MAPU


NAR Molecular Biology Database Collection entry number 950
Gnad, F.1, Oroshi, M.1, Birney, E.2, Mann, M.1
1Department of Proteomics and Signal Transduction, Max-Planck Institute for Biochemistry, Am Klopferspitz 18, D-82152 Martinsried, Germany.
2European Bioinformatics Institute (EMBL-EBI), Wellcome Trust Genome Campus, Hinxton, Cambridge, CB10 1SD, UK.

Database Description

Mass spectrometry (MS)-based proteomics has become a powerful technology to map the protein composition of organelles, cell types and tissues. In our department a large-scale effort to map these proteomes is complemented by the Max-Planck Unified (MAPU) Proteome Database. MAPU contains several body fluid proteomes including plasma, urine, and cerebrospinal fluid. Cell lines have been mapped to a depth of several thousand proteins and the red blood cell proteome has also been analyzed in depth. By employing high resolution MS and stringent validation criteria, false positive identification rates in MAPU are lower than 1:100 and usually better than 1:1000. Thus MAPU data sets can serve as reference proteomes in biomarker discovery. Proteome data can be queried by protein name, accession number, peptide sequence and annotation information.

Recent Developments

The new release addresses MS-specific problems including ambiguous peptide-to-protein assignments and it provides insight into general functional features on the protein level ranging from gene ontology classification to comprehensive SwissProt annotation. Moreover, the derived proteomic data are linked to the genomes using the Distributed Annotation Service (DAS) via Ensembl services. MAPU 2.0 is a model for a database specifically designed for high accuracy proteomics and a member of the ProteomExchange Consortium.

Acknowledgements

We thank the database group at the Beijing Genome Institute for help, discussion and providing database templates.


> **EXERCISE AIM**: Your answer should be the records again, unchanged in wording and free of images.

Items from a figure collection
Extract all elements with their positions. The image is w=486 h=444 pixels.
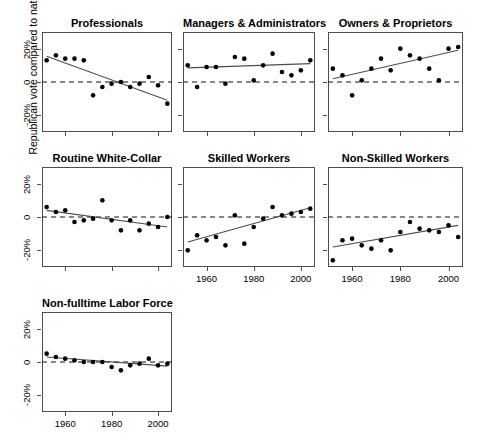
y-tick-mark [178,82,182,83]
data-point [63,356,68,361]
x-tick-mark [112,132,113,136]
data-point [408,53,413,58]
data-point [72,56,77,61]
data-point [128,363,133,368]
x-tick-label: 1980 [380,273,420,284]
data-point [72,358,77,363]
panel-title: Managers & Administrators [183,17,315,29]
data-point [223,81,228,86]
data-point [91,216,96,221]
panel-professionals: Professionals20%0-20% [42,32,172,132]
data-point [91,360,96,365]
data-point [299,210,304,215]
data-point [100,85,105,90]
x-tick-label: 2000 [429,273,469,284]
data-point [270,51,275,56]
data-point [81,360,86,365]
figure-canvas: Republican vote compared to national ave… [0,0,486,444]
data-point [63,56,68,61]
data-point [128,85,133,90]
data-point [54,355,59,360]
data-point [63,208,68,213]
x-tick-mark [352,132,353,136]
y-tick-mark [178,184,182,185]
y-tick-mark [323,82,327,83]
data-point [54,53,59,58]
x-tick-mark [254,267,255,271]
x-tick-mark [254,132,255,136]
data-point [289,211,294,216]
y-tick-label: -20% [21,379,32,411]
data-point [340,238,345,243]
data-point [456,45,461,50]
data-point [369,66,374,71]
data-point [369,246,374,251]
x-tick-label: 1960 [332,273,372,284]
data-point [119,368,124,373]
regression-line [333,225,458,247]
data-point [165,215,170,220]
data-point [137,228,142,233]
panel-plot-area [42,312,172,412]
data-point [359,243,364,248]
data-point [417,56,422,61]
y-tick-mark [323,184,327,185]
x-tick-mark [301,267,302,271]
x-tick-label: 1960 [45,418,85,429]
data-point [81,58,86,63]
x-tick-label: 2000 [281,273,321,284]
data-point [44,351,49,356]
data-point [437,230,442,235]
x-tick-mark [112,267,113,271]
x-tick-label: 1980 [234,273,274,284]
data-point [81,218,86,223]
panel-title: Routine White-Collar [42,152,172,164]
data-point [223,243,228,248]
y-tick-mark [178,250,182,251]
data-point [446,223,451,228]
y-tick-mark [37,115,41,116]
panel-plot-area [328,32,463,132]
panel-plot-area [183,32,315,132]
data-point [446,46,451,51]
data-point [165,361,170,366]
y-tick-mark [323,115,327,116]
y-tick-mark [178,115,182,116]
data-point [427,228,432,233]
data-point [427,66,432,71]
data-point [331,258,336,263]
data-point [350,93,355,98]
y-tick-mark [37,82,41,83]
x-tick-mark [352,267,353,271]
data-point [72,220,77,225]
data-point [146,221,151,226]
x-tick-mark [158,132,159,136]
panel-owners-proprietors: Owners & Proprietors [328,32,463,132]
data-point [195,85,200,90]
data-point [195,233,200,238]
data-point [359,78,364,83]
data-point [109,218,114,223]
data-point [100,360,105,365]
panel-title: Professionals [42,17,172,29]
y-tick-mark [323,49,327,50]
x-tick-mark [400,267,401,271]
data-point [408,220,413,225]
data-point [251,225,256,230]
data-point [331,66,336,71]
panel-title: Skilled Workers [183,152,315,164]
data-point [233,55,238,60]
regression-line [333,50,458,78]
x-tick-label: 1960 [187,273,227,284]
y-tick-mark [37,49,41,50]
y-tick-label: 20% [21,33,32,65]
data-point [119,80,124,85]
x-tick-mark [158,412,159,416]
panel-routine-white-collar: Routine White-Collar20%0-20% [42,167,172,267]
data-point [137,361,142,366]
data-point [280,213,285,218]
data-point [340,73,345,78]
data-point [44,58,49,63]
data-point [261,216,266,221]
data-point [185,248,190,253]
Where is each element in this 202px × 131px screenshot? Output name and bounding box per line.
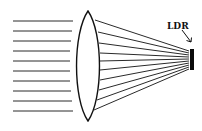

> **ANSWER AREA**:
Extract all elements with their positions. The image is w=486 h=444 pixels.
y-tick-mark [178,82,182,83]
data-point [63,356,68,361]
x-tick-mark [112,132,113,136]
data-point [408,53,413,58]
data-point [72,56,77,61]
data-point [128,363,133,368]
x-tick-label: 1980 [380,273,420,284]
data-point [72,358,77,363]
panel-title: Managers & Administrators [183,17,315,29]
data-point [223,81,228,86]
data-point [91,216,96,221]
panel-professionals: Professionals20%0-20% [42,32,172,132]
data-point [91,360,96,365]
data-point [299,210,304,215]
data-point [100,85,105,90]
x-tick-label: 2000 [429,273,469,284]
data-point [270,51,275,56]
data-point [81,360,86,365]
figure-canvas: Republican vote compared to national ave… [0,0,486,444]
data-point [63,56,68,61]
data-point [128,85,133,90]
data-point [54,355,59,360]
data-point [63,208,68,213]
x-tick-mark [352,132,353,136]
y-tick-mark [178,184,182,185]
y-tick-mark [323,82,327,83]
data-point [54,53,59,58]
x-tick-mark [254,267,255,271]
x-tick-mark [254,132,255,136]
data-point [289,211,294,216]
y-tick-label: -20% [21,379,32,411]
data-point [340,238,345,243]
data-point [456,45,461,50]
data-point [369,66,374,71]
data-point [369,246,374,251]
x-tick-label: 1960 [332,273,372,284]
data-point [119,368,124,373]
regression-line [333,225,458,247]
data-point [165,215,170,220]
data-point [137,228,142,233]
panel-plot-area [42,312,172,412]
data-point [359,243,364,248]
data-point [417,56,422,61]
y-tick-mark [323,184,327,185]
x-tick-mark [301,267,302,271]
x-tick-label: 1960 [45,418,85,429]
data-point [81,58,86,63]
x-tick-label: 2000 [281,273,321,284]
data-point [44,351,49,356]
data-point [437,230,442,235]
x-tick-mark [112,267,113,271]
x-tick-label: 1980 [234,273,274,284]
data-point [81,218,86,223]
panel-title: Routine White-Collar [42,152,172,164]
data-point [223,243,228,248]
y-tick-mark [178,250,182,251]
data-point [446,223,451,228]
y-tick-mark [37,115,41,116]
panel-plot-area [328,32,463,132]
panel-plot-area [183,32,315,132]
data-point [446,46,451,51]
data-point [165,361,170,366]
y-tick-mark [323,115,327,116]
y-tick-mark [178,115,182,116]
data-point [427,228,432,233]
data-point [427,66,432,71]
data-point [331,258,336,263]
data-point [350,93,355,98]
y-tick-mark [37,82,41,83]
x-tick-mark [352,267,353,271]
data-point [72,220,77,225]
data-point [146,221,151,226]
x-tick-mark [158,132,159,136]
panel-owners-proprietors: Owners & Proprietors [328,32,463,132]
data-point [195,85,200,90]
data-point [195,233,200,238]
data-point [359,78,364,83]
data-point [109,218,114,223]
data-point [100,360,105,365]
panel-title: Professionals [42,17,172,29]
y-tick-mark [323,49,327,50]
x-tick-mark [400,267,401,271]
data-point [408,220,413,225]
data-point [251,225,256,230]
data-point [331,66,336,71]
panel-title: Skilled Workers [183,152,315,164]
data-point [233,55,238,60]
regression-line [333,50,458,78]
x-tick-label: 1960 [187,273,227,284]
y-tick-mark [37,49,41,50]
y-tick-label: 20% [21,33,32,65]
data-point [119,80,124,85]
x-tick-mark [158,412,159,416]
panel-routine-white-collar: Routine White-Collar20%0-20% [42,167,172,267]
data-point [137,361,142,366]
data-point [280,213,285,218]
data-point [340,73,345,78]
data-point [44,58,49,63]
data-point [261,216,266,221]
data-point [185,248,190,253]
Where is each element in this 202px × 131px screenshot? Output name and bounding box per line.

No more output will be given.